Was the main motivation for adding OpenGL to support non-windows DirectX systems?
No. Things happened without a plan. Everything started because I needed new features for my tables and read the great Whirlwind WIP by Flupper (and created a semi automated way of doing like he does). This leads me to add a few things to 10.7, diving in the code. DX9 is pretty outdated regarding a lot of features, so I decided to make my test with VPVR which uses latest OpenGL. Then Jason came in wanting to port to other platforms and little by little it drove us to what is the 10.8.
For non-VR users, what are the benefits to run the GL version over the DirectX version? To my eyes, they both appear to render very similar, consume similar CPU/GPU resources, with similar frame rates.
VPVR used to be a fork entirely designed to run in VR (so desktop rendering had been dropped). I fixed that and, now, VPX/GL is supposed to have the exact same rendering as the DX9 version. You can use it for desktop. The OpenGL version uses latest OpenGL, giving some benefits over the DX9 version:
- MSAA => this is a cheap and effective antialiasing solution,
- real stereo rendering => the result is really better in my opinion (at the cost of the need of more GPU power), fixing most visual artefact, supporting transparency,...
- better color management (DX9 has a bug on how it computes mipmaps, but the difference is very slight),
- perhaps a slightly faster startup,
- VR support (obviously).
The main drawback is that you need a computer with OpenGL 4.3 support, so fairly new, when the DX9 version supports very old devices with very old Windows version. I think the DX9 version is also somewhat faster than the OpenGL one.
Is there a way to support screen recording with ffmpeg when using OpenGL?
Not with current version. This is a bug. Low priority on my list, but still this would be nice to solve it.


- **What you will do**:
Could you give again exactly, and only, the lines from the one holding "Find the location of a particular element. The height" through the end of the data, both ends included, with pictures left out?
----- Data for this exercise -----
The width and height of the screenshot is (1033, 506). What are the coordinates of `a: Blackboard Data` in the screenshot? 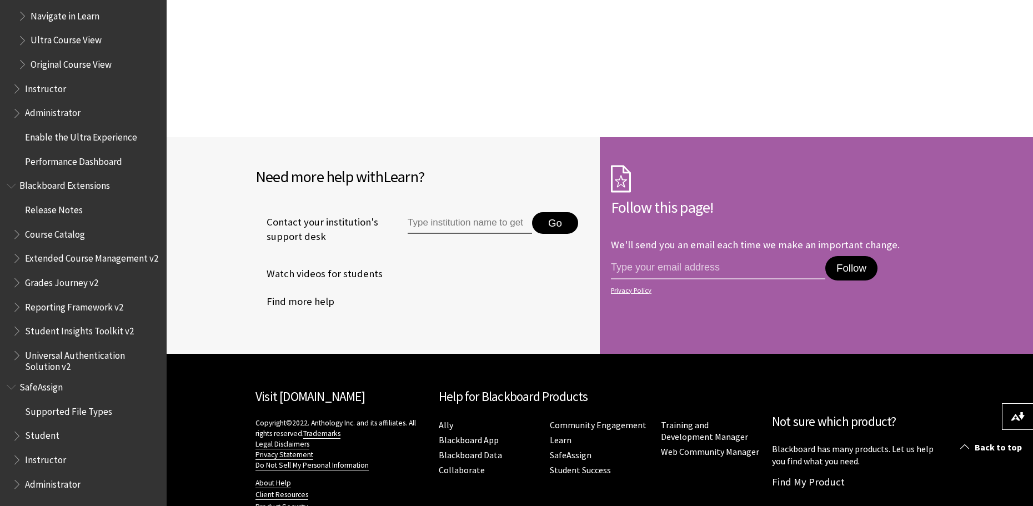 It's located at (470, 455).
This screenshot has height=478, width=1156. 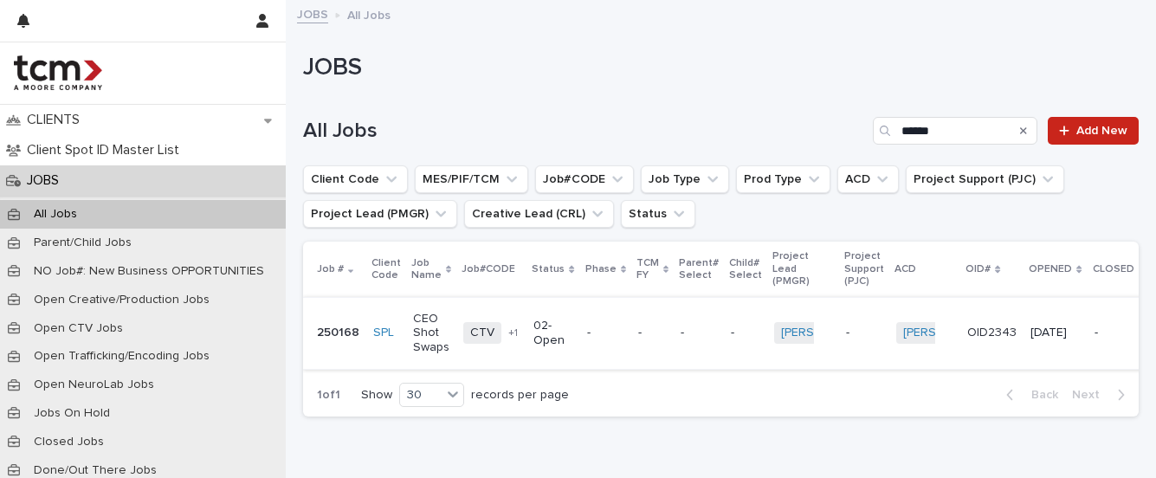 What do you see at coordinates (977, 269) in the screenshot?
I see `p: OID#` at bounding box center [977, 269].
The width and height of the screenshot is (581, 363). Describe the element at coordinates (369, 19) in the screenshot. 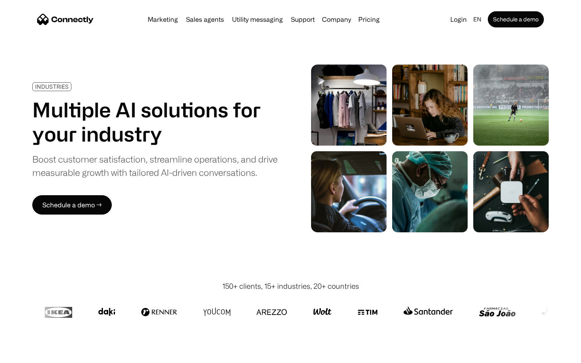

I see `a: Pricing` at that location.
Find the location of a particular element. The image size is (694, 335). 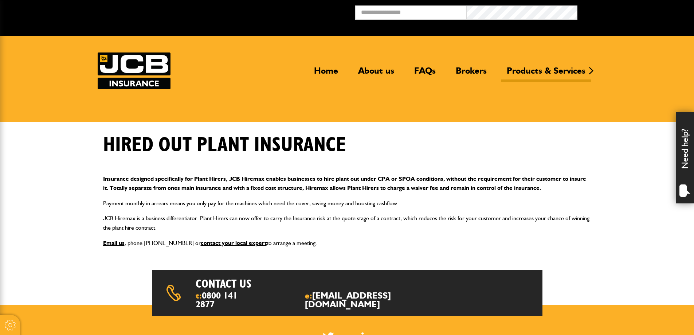

a: Brokers is located at coordinates (471, 74).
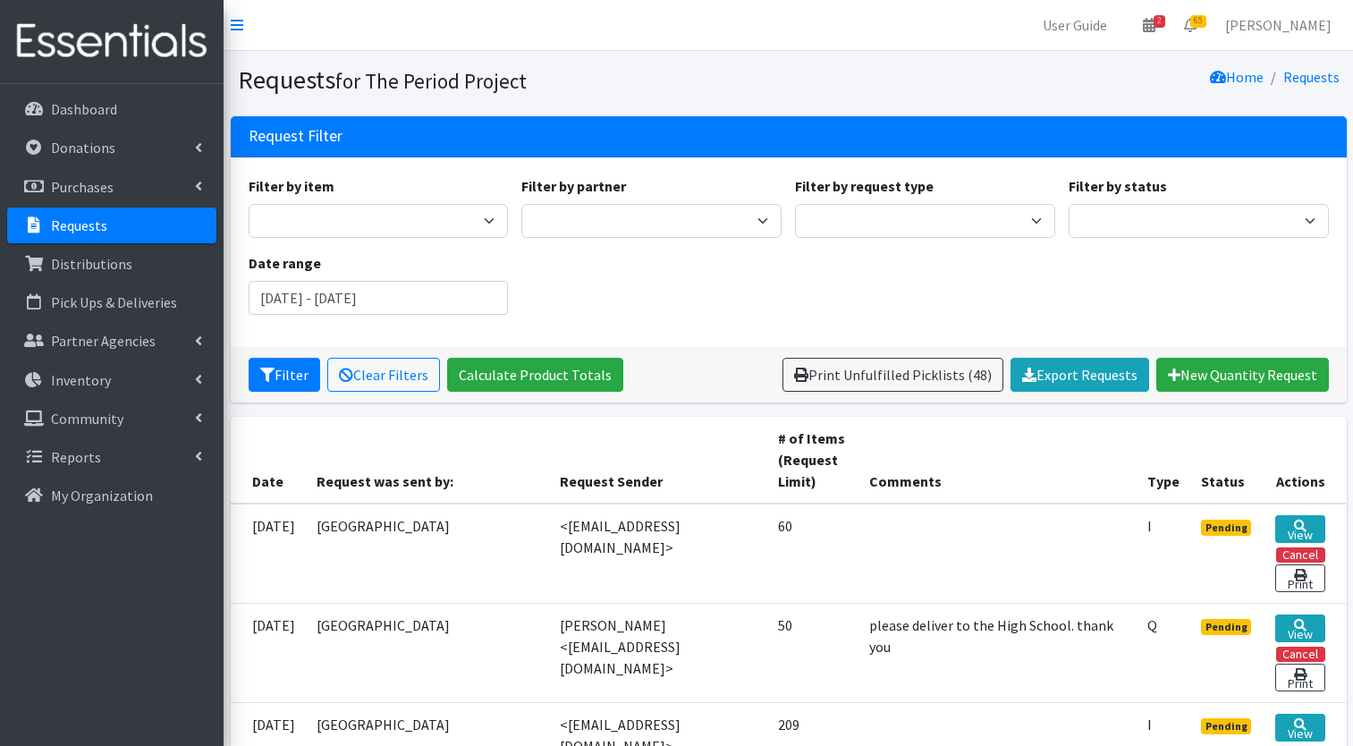 The image size is (1353, 746). Describe the element at coordinates (112, 302) in the screenshot. I see `a: Pick Ups & Deliveries` at that location.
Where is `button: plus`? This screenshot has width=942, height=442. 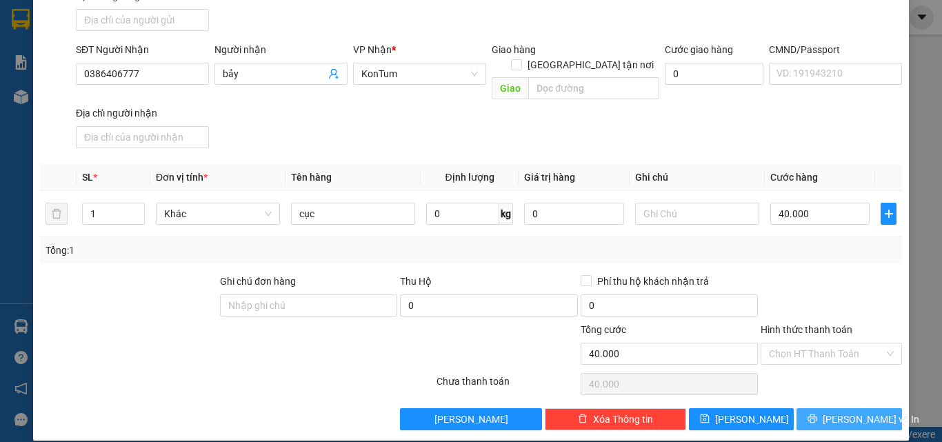
button: plus is located at coordinates (888, 214).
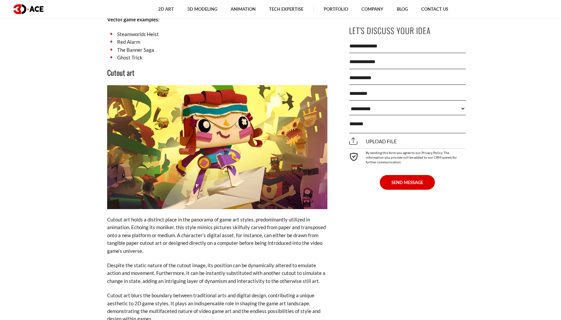 The height and width of the screenshot is (320, 561). Describe the element at coordinates (217, 273) in the screenshot. I see `p: Despite the static nature of the cutout image, its position can be dynamically altered to emulate...` at that location.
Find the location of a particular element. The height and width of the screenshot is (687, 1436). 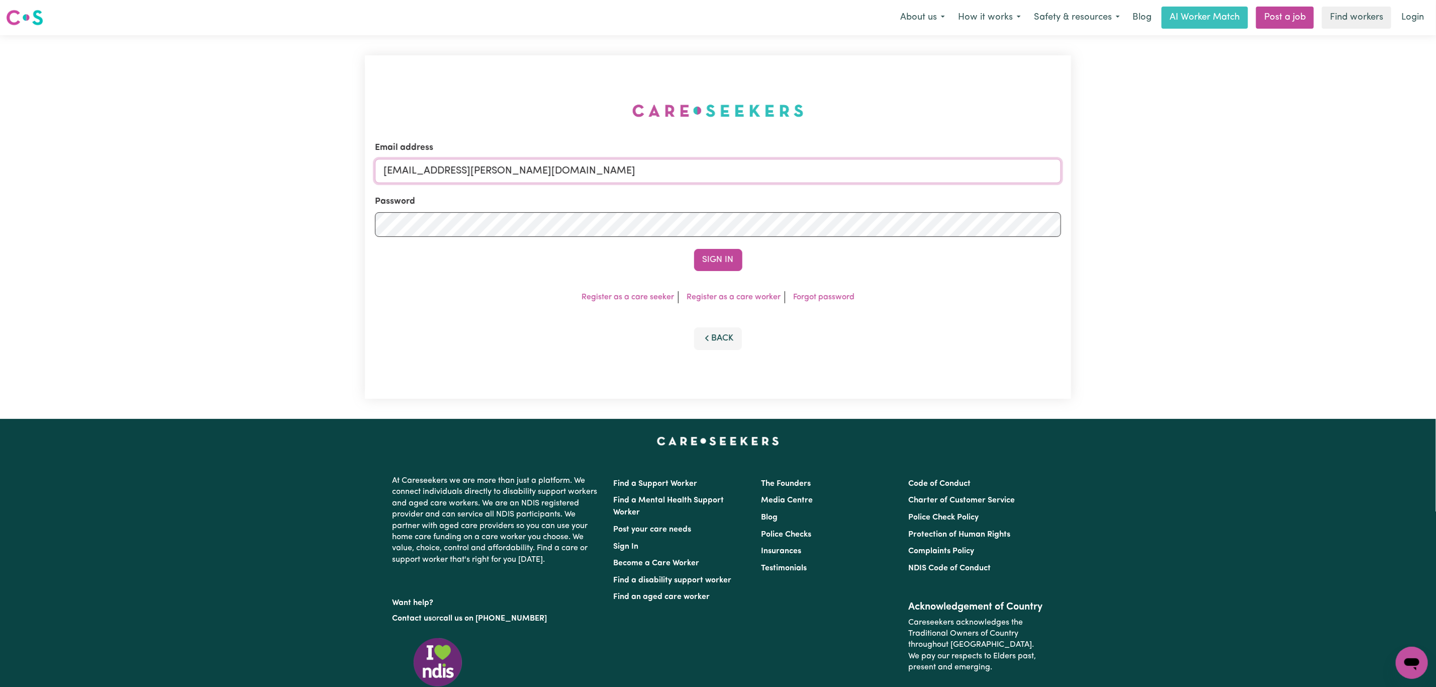

a: Media Centre is located at coordinates (787, 500).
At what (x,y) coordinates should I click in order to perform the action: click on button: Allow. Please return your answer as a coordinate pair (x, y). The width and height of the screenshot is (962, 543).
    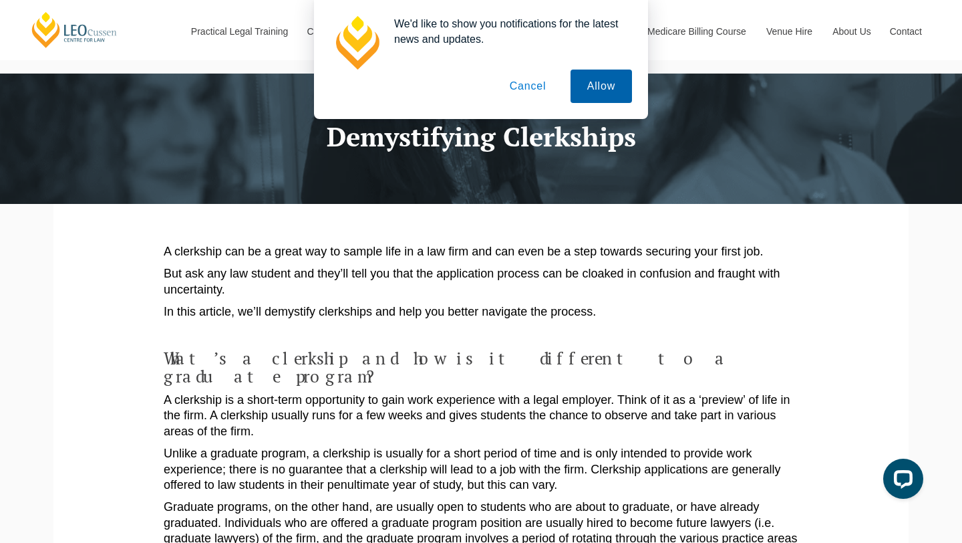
-----
- **Solution to the problem**:
Find the location of a particular element. The height and width of the screenshot is (687, 1436). 

a: Media Centre is located at coordinates (787, 500).
At what (x,y) coordinates should I click in order to perform the action: click on button: Allow. Please return your answer as a coordinate pair (x, y). The width and height of the screenshot is (962, 543).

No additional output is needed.